First Sunday of the month is the “extra-ordinary” Tridentine Mass hosted by the Chrch of the Good Shepherd in Columbia, SC. This mass is said by visiting priests of the Priestly Fraternity of St. Peter, who come over from St. Frances de Sales near Atlanta, GA.
Allie’s godfather and his wife drive in for the Mass every month, and she usually sits with them (divide and conquer, as I say). Mary stayed int he vestibule with the babies. I sat in church with Gianna, and Allie a few pews back.
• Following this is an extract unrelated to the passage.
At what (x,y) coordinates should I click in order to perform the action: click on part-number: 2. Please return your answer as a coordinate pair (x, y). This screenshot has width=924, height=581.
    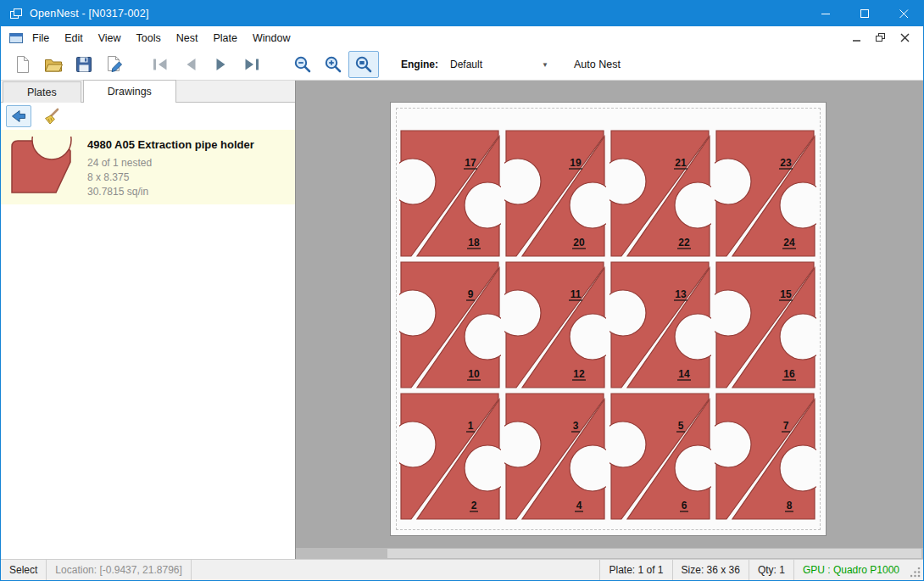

It was a low Mass, so there were “regular” hymns but not the kind of fancy stuff associated with solemn high mass. For those who don’t know the traditional Latin Mass, there are portions of the Eucharistic prayer which the priest is supposed to whisper (one of the improvements of Vatican II, I’d say). Well, during those parts, at a solemn high mass, the choir sings some long piece. Until I attended a TLM, I never understood those long Baroque and classical Mass settings. Like when EWTN had the consecration of the Shrine of the Blessed Sacrament in Hanceille, they used the Mozart Coronation Mass, and an hour of the Mass was just the music.
Well, in the solemn high TLM, you don’t sing the “Sanctus” and then the priest goes on. The choir sings some long version of the “Sanctus,” and the priest goes on with the Eucharistic Prayer in silence. So the next thig you know, the PaterNoster is starting almost immediately after the “Sanctus.”
In tis case, however, there was no singing. Just everyone sitting in silence as the priest said the Eucharistic Prayer. Everyone, that is, except for one little girl.
I heard this voice behind me singing. I thought, The voice doesn’t *sound* like Allie, but. . .. “
I tried to deny it, but then I realized the little voice ws singing in Latin: “mater misericordiae, vita dulcedo et spes nostra!”
“The kid is singing in Latin!” I thought. “It *has* to be Allie,” I groand inwardly, and then I turned around.
Sure enough, it was her. Her godfather’s wife (what do you call that ? “step-gdmother”?) kind of shrugged and nudged her to be quiet.
After mass, I said, “I guess Allie decided to have her own High Mass!”